Remember, SVB was an FDIC bank. The reason depositors are able to withdraw money today is because of the quick actions of the FDIC.

That doesn't sound even remotely close to right.

If the client is the owner of record Mercury hasn't any claim at all.

My guess, this is a trust/FBO co-mingled type account of some sort.

Only Mercury knows the exact structural details but based solely on their statement above, they have significant control and claims that you can't easily override yourself.

I wouldn't count on this all being resolved quickly in the event of a bankruptcy.

This is the question that needs to be answered before everyone starts throwing their money at these sweep accounts.

SVB offered sweep accounts. Guess how that worked out for folks with money in those accounts? They lost access just like everyone else. If you had a sweep account and you needed to make payroll on Friday, you were not protected.

I expect these funds would have been available Monday, but I'm not a cash flow management expert and don't know the mechanics of how sweeps work.
> We also have a product called Mercury Treasury. This allows you to invest in mutual funds, the safest of which is a Vanguard Treasury Money Market fund (VUSXX)

Mercury charges 60bps for their Treasury product. Why the hefty fee for buying MMFs? VUSXX expense ratio is 9bps for comparison.

Happy customer of Mercury, and was pleased to see the FDIC increase this morning.

Question: what happens when FDIC limits are exceeded. For example, someone deposits 5M on a 3M limit.

Are the excess funds equally distributed over the underlying banks, or is there a specific allocation strategy?

Hey Max, I think your offering is amazing but it might be built for the world of yesterday: Since starting this weekend apparently all deposits are 100% insured, why would I go to Mercury to take advantage of sweeps or a money market fund, when my bank offers me slightly higher rates for uninsured-but-insured-in-practice deposits?
Hey, thanks Martin.

1. As others have said in the comments, I wouldn't assume all funds are 100% insured. It is trending that way but I think if you are a CFO managing 10s of millions, its responsible to consider other assets.

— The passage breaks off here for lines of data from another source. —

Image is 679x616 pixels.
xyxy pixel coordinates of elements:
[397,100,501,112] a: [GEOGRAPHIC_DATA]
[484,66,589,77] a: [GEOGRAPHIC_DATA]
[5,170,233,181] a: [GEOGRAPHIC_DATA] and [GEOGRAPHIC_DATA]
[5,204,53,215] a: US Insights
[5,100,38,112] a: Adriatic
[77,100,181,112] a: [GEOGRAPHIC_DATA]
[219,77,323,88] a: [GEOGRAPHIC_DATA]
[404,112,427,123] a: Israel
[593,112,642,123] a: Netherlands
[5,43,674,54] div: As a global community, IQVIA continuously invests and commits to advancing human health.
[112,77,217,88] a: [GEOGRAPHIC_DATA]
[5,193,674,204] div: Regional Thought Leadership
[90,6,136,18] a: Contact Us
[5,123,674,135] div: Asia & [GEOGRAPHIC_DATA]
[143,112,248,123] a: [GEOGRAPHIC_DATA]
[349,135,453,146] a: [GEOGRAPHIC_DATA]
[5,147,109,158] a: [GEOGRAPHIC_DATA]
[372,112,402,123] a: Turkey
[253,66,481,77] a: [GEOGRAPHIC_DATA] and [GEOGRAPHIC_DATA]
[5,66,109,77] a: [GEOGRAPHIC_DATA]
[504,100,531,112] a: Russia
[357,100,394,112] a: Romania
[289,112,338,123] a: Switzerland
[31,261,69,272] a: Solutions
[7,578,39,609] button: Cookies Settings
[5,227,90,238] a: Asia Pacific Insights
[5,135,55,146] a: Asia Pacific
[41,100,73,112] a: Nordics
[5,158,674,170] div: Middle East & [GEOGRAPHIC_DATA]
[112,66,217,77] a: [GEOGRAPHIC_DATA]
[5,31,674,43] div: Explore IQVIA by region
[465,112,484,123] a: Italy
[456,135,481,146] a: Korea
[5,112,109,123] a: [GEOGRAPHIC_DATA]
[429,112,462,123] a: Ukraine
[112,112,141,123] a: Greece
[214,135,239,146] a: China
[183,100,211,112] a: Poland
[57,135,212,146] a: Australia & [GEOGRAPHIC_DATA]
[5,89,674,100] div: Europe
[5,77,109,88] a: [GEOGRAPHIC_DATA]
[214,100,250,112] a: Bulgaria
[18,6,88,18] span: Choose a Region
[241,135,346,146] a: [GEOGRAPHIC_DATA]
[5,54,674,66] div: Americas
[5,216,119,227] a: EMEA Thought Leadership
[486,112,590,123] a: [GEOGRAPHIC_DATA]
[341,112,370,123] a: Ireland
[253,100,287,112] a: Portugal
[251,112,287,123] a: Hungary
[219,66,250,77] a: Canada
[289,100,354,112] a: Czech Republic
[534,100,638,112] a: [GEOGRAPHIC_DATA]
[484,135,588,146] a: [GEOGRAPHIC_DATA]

2. Our interest rates on Treasury are pretty competitive, up to 4.67% for the slightly-less-conservative fund MULSX (various conditions apply, depends on how much you hold in treasury, etc; see https://mercury.com/treasury for details).

We are OK not having the absolute highest interest rate offering. Our position is:

* The Mercury product is much better than what most banks offer, across features like searching transactions, WebAuthn logins, virtual cards, etc (You can try the whole website at https://demo.mercury.com/)

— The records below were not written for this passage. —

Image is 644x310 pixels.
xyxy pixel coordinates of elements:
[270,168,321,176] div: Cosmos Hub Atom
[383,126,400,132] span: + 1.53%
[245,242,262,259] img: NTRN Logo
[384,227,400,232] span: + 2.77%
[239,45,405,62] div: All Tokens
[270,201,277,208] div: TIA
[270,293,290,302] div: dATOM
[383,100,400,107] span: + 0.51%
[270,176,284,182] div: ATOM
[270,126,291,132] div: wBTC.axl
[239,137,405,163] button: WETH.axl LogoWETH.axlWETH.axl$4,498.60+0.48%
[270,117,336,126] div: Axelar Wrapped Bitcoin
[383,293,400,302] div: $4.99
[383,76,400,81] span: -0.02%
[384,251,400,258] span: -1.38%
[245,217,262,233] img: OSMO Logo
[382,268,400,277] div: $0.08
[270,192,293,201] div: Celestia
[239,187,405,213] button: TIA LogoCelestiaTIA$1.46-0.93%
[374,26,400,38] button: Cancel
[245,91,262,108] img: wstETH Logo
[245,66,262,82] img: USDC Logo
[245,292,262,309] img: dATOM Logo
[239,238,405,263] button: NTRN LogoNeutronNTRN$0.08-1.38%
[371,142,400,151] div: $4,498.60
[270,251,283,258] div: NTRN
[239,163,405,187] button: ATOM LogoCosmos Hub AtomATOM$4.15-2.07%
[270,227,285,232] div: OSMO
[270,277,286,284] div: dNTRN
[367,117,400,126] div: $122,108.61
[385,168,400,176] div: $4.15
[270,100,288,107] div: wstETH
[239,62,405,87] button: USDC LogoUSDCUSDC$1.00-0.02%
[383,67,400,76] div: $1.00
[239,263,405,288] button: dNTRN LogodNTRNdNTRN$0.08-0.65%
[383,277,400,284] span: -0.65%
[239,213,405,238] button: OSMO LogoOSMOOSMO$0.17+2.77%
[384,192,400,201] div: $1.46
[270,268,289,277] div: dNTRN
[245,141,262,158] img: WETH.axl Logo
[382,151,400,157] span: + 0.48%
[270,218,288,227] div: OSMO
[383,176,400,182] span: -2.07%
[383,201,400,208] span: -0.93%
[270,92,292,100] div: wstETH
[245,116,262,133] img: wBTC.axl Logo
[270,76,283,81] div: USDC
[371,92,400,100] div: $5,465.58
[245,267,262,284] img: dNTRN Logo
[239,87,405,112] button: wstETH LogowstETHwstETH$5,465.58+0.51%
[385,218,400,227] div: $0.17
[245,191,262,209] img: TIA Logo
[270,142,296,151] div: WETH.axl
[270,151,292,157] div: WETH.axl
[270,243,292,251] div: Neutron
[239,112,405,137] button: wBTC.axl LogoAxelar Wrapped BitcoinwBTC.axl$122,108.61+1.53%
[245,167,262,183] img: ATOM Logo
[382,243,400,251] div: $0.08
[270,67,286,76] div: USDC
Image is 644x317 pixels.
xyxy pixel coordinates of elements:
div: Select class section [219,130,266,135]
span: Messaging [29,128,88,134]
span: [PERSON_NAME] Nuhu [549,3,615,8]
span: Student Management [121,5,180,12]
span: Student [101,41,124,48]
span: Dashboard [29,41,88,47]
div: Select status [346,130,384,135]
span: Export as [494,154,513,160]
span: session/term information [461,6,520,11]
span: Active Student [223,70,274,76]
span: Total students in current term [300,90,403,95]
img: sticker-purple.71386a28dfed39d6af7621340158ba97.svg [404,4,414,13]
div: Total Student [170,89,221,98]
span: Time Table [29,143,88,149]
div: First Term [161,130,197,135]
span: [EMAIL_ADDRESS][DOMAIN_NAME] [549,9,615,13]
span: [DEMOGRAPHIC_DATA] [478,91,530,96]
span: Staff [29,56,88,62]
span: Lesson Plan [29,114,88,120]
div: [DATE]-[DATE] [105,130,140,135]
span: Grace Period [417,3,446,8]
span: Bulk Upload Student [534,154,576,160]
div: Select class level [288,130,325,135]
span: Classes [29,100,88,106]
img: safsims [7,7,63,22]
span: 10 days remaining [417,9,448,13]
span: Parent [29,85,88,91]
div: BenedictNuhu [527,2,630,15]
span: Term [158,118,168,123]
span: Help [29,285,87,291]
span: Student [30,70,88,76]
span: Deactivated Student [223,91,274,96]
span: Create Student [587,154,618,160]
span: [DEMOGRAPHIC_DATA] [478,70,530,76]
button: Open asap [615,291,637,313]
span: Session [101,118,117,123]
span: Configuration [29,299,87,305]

* Mercury is much better optimized for startups (eg compliance that understands startup needs, doesn't ask your CEO to go into a branch to send wires)

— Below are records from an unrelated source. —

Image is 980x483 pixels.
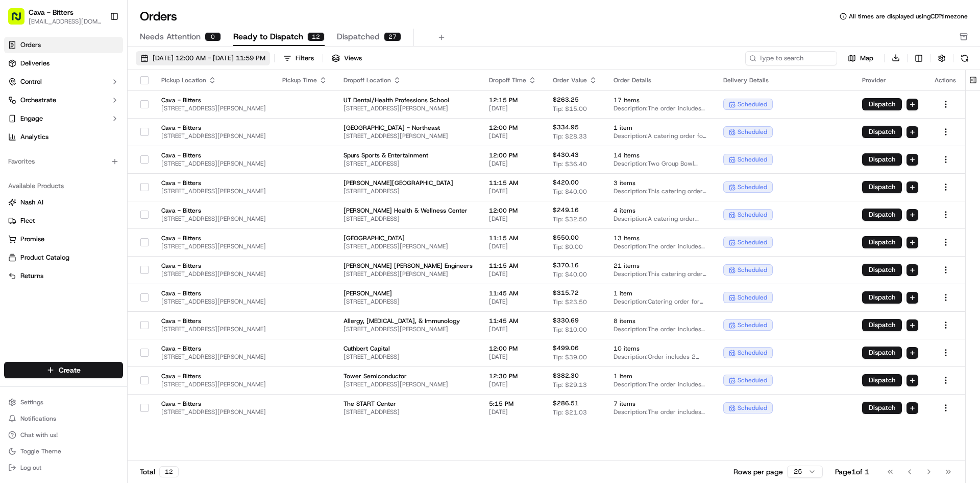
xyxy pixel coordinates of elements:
span: scheduled [738,100,768,108]
span: Cava - Bitters [161,289,266,298]
span: Description: The order includes assorted dips and chips, chicken and rice, steak and harissa, blo... [613,380,707,388]
span: Create [59,364,81,375]
span: Cava - Bitters [161,151,266,160]
span: Notifications [20,415,56,422]
button: Dispatch [862,208,902,220]
button: [EMAIL_ADDRESS][DOMAIN_NAME] [29,18,102,25]
span: 4 items [613,206,707,214]
img: Nash [11,11,31,31]
span: $263.25 [553,96,579,104]
div: 12 [160,466,179,477]
span: [PERSON_NAME] [PERSON_NAME] Engineers [344,262,473,270]
span: [STREET_ADDRESS] [344,353,473,361]
span: $315.72 [553,289,579,297]
p: Welcome 👋 [11,41,186,57]
span: Tip: $40.00 [553,188,587,196]
span: Returns [20,271,43,280]
button: See all [158,131,186,143]
span: [DATE] [489,132,537,140]
button: Create [4,362,123,378]
span: Tip: $0.00 [553,242,583,251]
span: [DATE] [489,105,537,112]
span: Tip: $36.40 [553,160,587,168]
div: Favorites [4,154,123,169]
span: [STREET_ADDRESS][PERSON_NAME] [344,325,473,333]
span: scheduled [738,183,768,191]
img: 8571987876998_91fb9ceb93ad5c398215_72.jpg [21,97,39,116]
span: scheduled [738,293,768,301]
button: Nash AI [4,194,123,211]
button: Control [4,74,123,90]
span: Nash AI [20,198,43,207]
div: Order Value [553,76,597,84]
span: [DATE] [489,298,537,306]
button: Chat with us! [4,428,123,442]
span: 11:15 AM [489,262,537,270]
span: Dispatched [337,31,380,43]
span: 7 items [613,400,707,407]
span: $499.06 [553,344,579,352]
a: Product Catalog [8,253,119,263]
span: Cava - Bitters [161,372,266,380]
span: Product Catalog [20,253,69,263]
span: Cava - Bitters [161,344,266,353]
span: Cava - Bitters [161,234,266,242]
span: scheduled [738,211,768,219]
span: [STREET_ADDRESS][PERSON_NAME] [161,132,266,140]
span: Log out [20,464,41,472]
span: 11:15 AM [489,234,537,242]
button: Dispatch [862,98,902,111]
span: Tip: $15.00 [553,105,587,113]
span: Map [860,54,874,63]
div: Total [139,466,179,477]
span: Tip: $40.00 [553,270,587,278]
span: Cava - Bitters [161,206,266,214]
span: Toggle Theme [20,447,61,455]
span: Description: A catering order for 30 people, featuring a Group Bowl Bar with Falafel, various ric... [613,132,707,140]
button: Refresh [958,51,972,65]
a: Analytics [4,129,123,145]
span: Allergy, [MEDICAL_DATA], & Immunology [344,317,473,325]
span: scheduled [738,321,768,329]
span: [PERSON_NAME] [344,289,473,298]
div: Pickup Time [283,76,327,84]
button: Engage [4,111,123,126]
span: $430.43 [553,151,579,159]
a: Powered byPylon [72,253,124,261]
span: Description: A catering order including a Group Bowl Bar with grilled chicken, brown rice, superg... [613,214,707,223]
span: Fleet [20,216,35,226]
button: Cava - Bitters [29,7,74,18]
span: $334.95 [553,123,579,132]
span: Tip: $28.33 [553,133,587,141]
button: Notifications [4,411,123,426]
span: [DATE] [489,325,537,333]
button: Dispatch [862,181,902,193]
span: UT Dental/Health Professions School [344,96,473,105]
span: Deliveries [20,59,49,68]
span: [STREET_ADDRESS][PERSON_NAME] [161,407,266,416]
div: 💻 [86,229,95,238]
span: 1 item [613,372,707,380]
button: Cava - Bitters[EMAIL_ADDRESS][DOMAIN_NAME] [4,4,105,29]
span: Needs Attention [139,31,201,43]
span: Cava Bitters [32,158,69,167]
span: Orchestrate [20,96,56,105]
div: Pickup Location [161,76,266,84]
span: 13 items [613,234,707,242]
span: [STREET_ADDRESS][PERSON_NAME] [161,214,266,223]
button: Fleet [4,213,123,229]
span: [PERSON_NAME] Health & Wellness Center [344,206,473,214]
div: Order Details [613,76,707,84]
button: Filters [279,51,318,65]
button: Dispatch [862,292,902,304]
a: Nash AI [8,198,119,207]
span: [GEOGRAPHIC_DATA] - Northeast [344,124,473,132]
span: [STREET_ADDRESS] [344,407,473,416]
span: scheduled [738,155,768,163]
span: Tip: $10.00 [553,326,587,334]
span: [STREET_ADDRESS][PERSON_NAME] [161,325,266,333]
div: We're available if you need us! [46,108,140,116]
span: [STREET_ADDRESS][PERSON_NAME] [161,160,266,168]
span: [STREET_ADDRESS][PERSON_NAME] [161,105,266,112]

You can always get a higher interest rate by eg buying treasuries yourself. Our position is for most founders, investing in these mutual funds is a safe, no-brainer options that optimizes for safety while keeping the convenience of a single dashboard.

I get this line of thinking, but I also think there's a counterargument that we're all on notice now that banks can go under. As commenters in other threads have noted, people are rebalancing their personal and business accounts right now. Companies like Roku probably won't have $400M at one institution anymore (without outside insurance). That means that if this happens again, many of the people who would have been screwed without a backstop this time around will be in the clear next time. There won't be as much pressure applied by high-level executives and lobbyists, so, as the saying goes, "past performance is not a guarantee of future results".
to be safe?
How is this safer than the alternative? There's no world in which the FDIC lets a bank the size of SVB default on it's deposits, so there are basically 2 scenarios here:

1) You get bailed out no matter what your insurance rate

2) Defaults are at such a high rate that the FDIC doesn't have the money to bail everyone out, the economy tanks, and all businesses that rely on risky VC investment fail anyway

It's like betting $100 on something that won't happen until you're dead. Sure, you might be correct, but there's no real benefit to it.